For Sergio Cantu, a second-year Ph.D. student in physics at MIT, the future of computing is one in which information moves at the speed of light, and through a network with unparalleled security.
In Cantu's eyes, much of this future is predicated on lasers — which he's worked with not only as a graduate student, but as an undergraduate at the University of Texas at Brownsville and in the year after graduating, as a student in MIT's Physics Bridge Program, which aims to facilitate students' transition to Ph.D. coursework. It was during the latter experience that he first set foot in MIT's Center for Ultracold Atoms, where he conducts research today.
"Lately, atomic physics has been going through a renaissance, and for me it was very exciting to join that effort," Cantu says. "We can control a laser frequency at a much higher precision and accuracy now. This allows us to have better control over how we use them to interact with atoms."
Cantu's research uses light as an information carrier in computing and calculating. Because of light's unmatched speed, it could support extremely fast and efficient computing, well beyond our current capabilities. But, he cautions, light comes with challenges — many of which are caused by its very speed.
"It doesn't slow down, it's always moving, and that makes it very hard to use as a carrier of information," Cantu says. "How do you imprint information on something that you can't pin down?"
One of the techniques that Cantu and his colleagues use is called electromagnetically induced transparency. This technique allows scientists to slow the speed of propagation of light, while it travels through an atomic gas, to about 100 meters per second, more than a million times slower than the speed of light in a vacuum. This allows him to manipulate matter — clusters of atoms — one unit of light at a time. Light doesn't like to interact with much — sometimes not even with itself — but Cantu and his team can map specific interactions between light and atoms, at the level of individual photons, and use that as a way to transmit and exchange information.
"The light we're working with comes in the form of lasers with different wavelengths — a red laser versus a green laser, for example," Cantu says. "[Each wavelength of] light interacts differently with matter, and can be used to transmit a diversity of information."
Right now, computers send information back and forth through optical fibers. But by this method, a third party can potentially intercept a message without its receiver knowing that the line isn't secure.
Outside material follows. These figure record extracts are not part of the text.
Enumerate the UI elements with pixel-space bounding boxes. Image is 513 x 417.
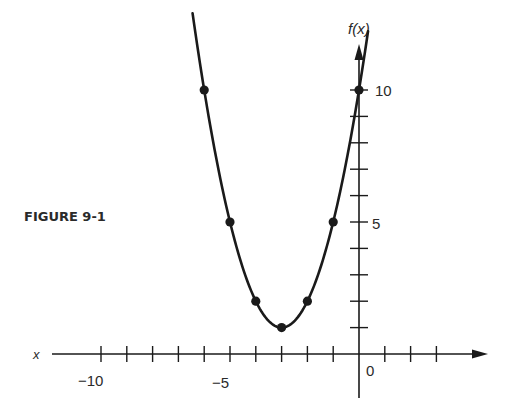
y-tick-label-10: 10 [375,82,392,99]
data-point-markers [200,85,364,332]
y-axis-arrow-icon [355,44,364,60]
data-point [200,85,209,94]
y-tick-label-5: 5 [372,215,380,232]
data-point [225,217,234,226]
x-axis [52,346,488,362]
chart-figure: FIGURE 9-1 x −10 −5 0 f(x) 5 10 [0,0,513,417]
data-point [303,297,312,306]
x-tick-label-neg5: −5 [212,374,229,391]
x-axis-label: x [32,347,40,362]
figure-caption: FIGURE 9-1 [24,209,106,224]
data-point [354,85,363,94]
data-point [251,297,260,306]
parabola-curve [193,13,368,327]
x-axis-arrow-icon [472,350,488,359]
x-tick-label-neg10: −10 [78,372,103,389]
data-point [277,323,286,332]
x-tick-label-0: 0 [366,362,374,379]
data-point [329,217,338,226]
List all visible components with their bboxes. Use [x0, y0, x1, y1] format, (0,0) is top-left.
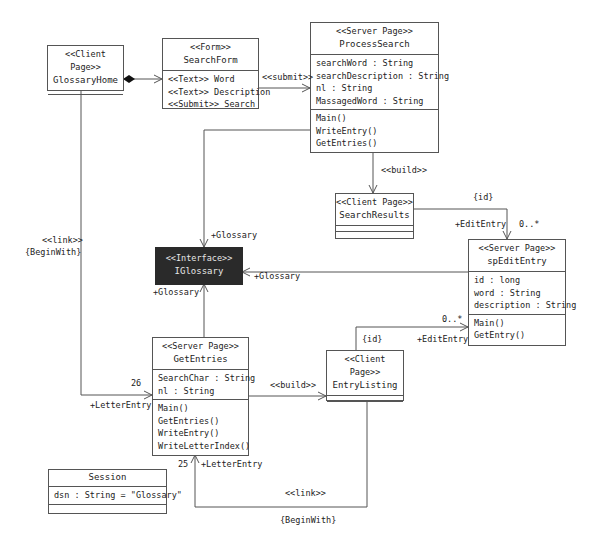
class-process-search[interactable]: <<Server Page>> ProcessSearch searchWord…	[310, 22, 439, 153]
attribute: nl : String	[316, 82, 433, 95]
class-name: EntryListing	[327, 379, 403, 392]
attribute: word : String	[474, 287, 560, 300]
operations-section: Main() WriteEntry() GetEntries()	[311, 110, 438, 152]
label-glossary-role: +Glossary	[254, 271, 300, 282]
class-search-form[interactable]: <<Form>> SearchForm <<Text>> Word <<Text…	[162, 38, 259, 109]
label-multiplicity: 26	[131, 378, 141, 389]
label-id: {id}	[473, 192, 493, 203]
stereotype: <<Interface>>	[156, 252, 242, 265]
attribute: <<Text>> Word	[168, 73, 253, 86]
label-begin-with: {BeginWith}	[25, 247, 81, 258]
label-multiplicity: 0..*	[519, 219, 539, 230]
class-name: GlossaryHome	[48, 74, 123, 87]
label-multiplicity: 25	[178, 459, 188, 470]
class-session[interactable]: Session dsn : String = "Glossary"	[48, 469, 167, 514]
attribute: <<Text>> Description	[168, 86, 253, 99]
class-name: GetEntries	[153, 353, 248, 366]
attributes-section: SearchChar : String nl : String	[153, 370, 248, 400]
stereotype: <<Server Page>>	[469, 242, 565, 255]
operation: Main()	[474, 317, 560, 330]
stereotype: <<Form>>	[163, 41, 258, 54]
attribute: <<Submit>> Search	[168, 98, 253, 111]
class-name: Session	[49, 471, 166, 484]
attributes-section: searchWord : String searchDescription : …	[311, 55, 438, 110]
stereotype: <<Server Page>>	[311, 25, 438, 38]
label-build: <<build>>	[270, 380, 316, 391]
operation: WriteEntry()	[316, 125, 433, 138]
class-get-entries[interactable]: <<Server Page>> GetEntries SearchChar : …	[152, 337, 249, 456]
composition-diamond-icon	[123, 75, 135, 83]
operation: Main()	[158, 402, 243, 415]
operations-section: Main() GetEntry()	[469, 315, 565, 344]
label-letter-entry: +LetterEntry	[201, 459, 262, 470]
operations-section	[49, 505, 166, 514]
operation: Main()	[316, 112, 433, 125]
class-search-results[interactable]: <<Client Page>> SearchResults	[335, 193, 414, 239]
label-glossary-role: +Glossary	[153, 287, 199, 298]
operations-section	[327, 402, 403, 414]
label-link: <<link>>	[42, 235, 83, 246]
class-sp-edit-entry[interactable]: <<Server Page>> spEditEntry id : long wo…	[468, 239, 566, 346]
class-name: SearchResults	[336, 209, 413, 222]
stereotype: <<Client Page>>	[48, 48, 123, 74]
class-name: spEditEntry	[469, 255, 565, 268]
operations-section	[48, 95, 123, 103]
label-id: {id}	[362, 334, 382, 345]
attribute: searchWord : String	[316, 57, 433, 70]
label-edit-entry: +EditEntry	[417, 334, 468, 345]
operation: GetEntries()	[316, 137, 433, 150]
label-begin-with: {BeginWith}	[280, 515, 336, 526]
label-link: <<link>>	[285, 488, 326, 499]
operations-section: Main() GetEntries() WriteEntry() WriteLe…	[153, 400, 248, 454]
attribute: nl : String	[158, 385, 243, 398]
attributes-section: id : long word : String description : St…	[469, 272, 565, 315]
attribute: searchDescription : String	[316, 70, 433, 83]
operation: WriteLetterIndex()	[158, 440, 243, 453]
label-submit: <<submit>>	[262, 72, 313, 83]
label-glossary-role: +Glossary	[211, 230, 257, 241]
stereotype: <<Client Page>>	[336, 196, 413, 209]
attribute: SearchChar : String	[158, 372, 243, 385]
class-glossary-home[interactable]: <<Client Page>> GlossaryHome	[47, 45, 124, 91]
interface-iglossary[interactable]: <<Interface>> IGlossary	[155, 247, 243, 285]
attributes-section: <<Text>> Word <<Text>> Description <<Sub…	[163, 71, 258, 113]
label-edit-entry: +EditEntry	[455, 219, 506, 230]
attributes-section: dsn : String = "Glossary"	[49, 487, 166, 505]
operation: WriteEntry()	[158, 427, 243, 440]
stereotype: <<Server Page>>	[153, 340, 248, 353]
attribute: dsn : String = "Glossary"	[54, 489, 161, 502]
label-letter-entry: +LetterEntry	[90, 400, 151, 411]
attribute: MassagedWord : String	[316, 95, 433, 108]
operation: GetEntries()	[158, 415, 243, 428]
class-entry-listing[interactable]: <<Client Page>> EntryListing	[326, 350, 404, 401]
label-build: <<build>>	[381, 165, 427, 176]
attribute: description : String	[474, 299, 560, 312]
label-multiplicity: 0..*	[442, 314, 462, 325]
attribute: id : long	[474, 274, 560, 287]
operations-section	[336, 232, 413, 240]
stereotype: <<Client Page>>	[327, 353, 403, 379]
class-name: IGlossary	[156, 265, 242, 278]
operation: GetEntry()	[474, 329, 560, 342]
class-name: SearchForm	[163, 54, 258, 67]
class-name: ProcessSearch	[311, 38, 438, 51]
What excites Cantu most about quantum computing is that computing at the level of photons prohibits this type of sneaky interception.
If a third party got hold of information being sent through particles of light, the message's intended recipient would receive an incomplete message, and instantly be able to tell that someone was trying to gain unauthorized access.
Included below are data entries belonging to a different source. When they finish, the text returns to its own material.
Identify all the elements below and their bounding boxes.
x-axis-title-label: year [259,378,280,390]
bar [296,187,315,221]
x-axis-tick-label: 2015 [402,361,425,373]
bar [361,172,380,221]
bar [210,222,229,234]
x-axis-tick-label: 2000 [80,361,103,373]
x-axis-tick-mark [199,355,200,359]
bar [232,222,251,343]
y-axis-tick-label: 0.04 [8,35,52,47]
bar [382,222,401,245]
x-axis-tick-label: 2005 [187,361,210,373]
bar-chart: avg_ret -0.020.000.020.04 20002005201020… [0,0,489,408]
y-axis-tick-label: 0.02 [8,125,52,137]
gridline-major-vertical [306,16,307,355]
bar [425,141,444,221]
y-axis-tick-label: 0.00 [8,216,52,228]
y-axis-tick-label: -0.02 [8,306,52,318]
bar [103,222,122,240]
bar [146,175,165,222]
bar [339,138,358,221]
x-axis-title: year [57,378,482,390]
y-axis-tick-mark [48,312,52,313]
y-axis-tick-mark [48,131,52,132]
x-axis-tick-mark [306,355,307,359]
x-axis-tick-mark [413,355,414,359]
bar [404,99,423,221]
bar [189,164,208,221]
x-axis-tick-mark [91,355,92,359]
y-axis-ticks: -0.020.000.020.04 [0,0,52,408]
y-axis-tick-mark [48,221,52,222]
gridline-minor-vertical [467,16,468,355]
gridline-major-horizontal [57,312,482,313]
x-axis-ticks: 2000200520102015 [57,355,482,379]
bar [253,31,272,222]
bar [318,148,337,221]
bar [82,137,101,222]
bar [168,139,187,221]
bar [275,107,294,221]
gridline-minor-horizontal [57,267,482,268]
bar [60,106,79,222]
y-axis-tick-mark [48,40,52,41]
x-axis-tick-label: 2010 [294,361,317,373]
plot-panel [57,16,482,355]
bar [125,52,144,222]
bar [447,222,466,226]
Quantum computing is almost like sending a message very quickly, but one letter at a time. In attempting to intercept a message, a third party would only get hold of a handful of letters, and the message on the receiver's end would be missing those exact letters, making it obvious that someone was trying to interfere. This level of security could be most useful for governments and financial institutions, but it could also find uses in personal computers.
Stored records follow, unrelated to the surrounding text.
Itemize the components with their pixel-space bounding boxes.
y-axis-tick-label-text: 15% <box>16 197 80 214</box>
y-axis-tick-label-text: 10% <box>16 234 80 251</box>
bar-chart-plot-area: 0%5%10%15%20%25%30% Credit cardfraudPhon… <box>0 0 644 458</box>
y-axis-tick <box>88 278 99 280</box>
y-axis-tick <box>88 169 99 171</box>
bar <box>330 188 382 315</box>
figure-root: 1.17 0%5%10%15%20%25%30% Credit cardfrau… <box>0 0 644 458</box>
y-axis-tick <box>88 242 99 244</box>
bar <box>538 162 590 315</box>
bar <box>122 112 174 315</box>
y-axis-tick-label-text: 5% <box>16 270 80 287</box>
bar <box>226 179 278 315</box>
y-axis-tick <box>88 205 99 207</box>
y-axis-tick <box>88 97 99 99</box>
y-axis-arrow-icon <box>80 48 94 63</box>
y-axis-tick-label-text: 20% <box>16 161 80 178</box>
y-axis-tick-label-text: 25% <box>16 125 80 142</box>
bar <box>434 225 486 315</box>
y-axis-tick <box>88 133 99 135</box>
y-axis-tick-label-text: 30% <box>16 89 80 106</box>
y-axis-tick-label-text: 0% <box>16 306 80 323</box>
"I usually only send people pictures of cats, but they're very secure pictures of cats," Cantu jokes. "But the point of quantum computing is that it will allow you to interact with the world much more securely, and for me that's a huge advantage no matter who you are or what you're sending."
Although Cantu is on solid footing now, he had a rough start at MIT: He took a midterm, feeling well prepared, but received a score of only 9 out of 100.
"For me, that was a huge reality check," Cantu says. "I didn't understand why I was struggling with the class."
Then he realized it was his attitude. The week after the exam, he noticed an older man in the class who was very attentive. When the professor offered the class a chance to retake the midterm, he decided to emulate his motivated classmate. He got a score of 99 the second time around, and walked away with a different mindset.
"That was when I learned that sometimes you have to be brought all the way down to find your way back up to the top," he says. "I don't assume that I should know the answers anymore, and I've become a lot more active in how I ask questions or approach problems. My research experience has been so much more positive since then."
Cantu also attributes some of his rocky beginning at MIT to his upbringing. Growing up along the Texas-Mexico border, he recalls not having much early exposure to science. He's since become part of a network of students with similar backgrounds in a nonprofit called Clubes de Ciencia, which sends scientists to Mexico to help bridge this gap. The group has already reached over 1,000 students, sending 75 scientists to six cities throughout the country. Cantu is primarily involved with securing funding for the organization, and coordinating logistics once the scientists arrive in Mexico.
"Not a lot of people in my community go into science, unfortunately, and I think it's because the way science is taught, it loses its humanity," Cantu says. "Science, at the end of the day, is done by people just like you and me, and to me that was always very striking, so I want to give others that view, too."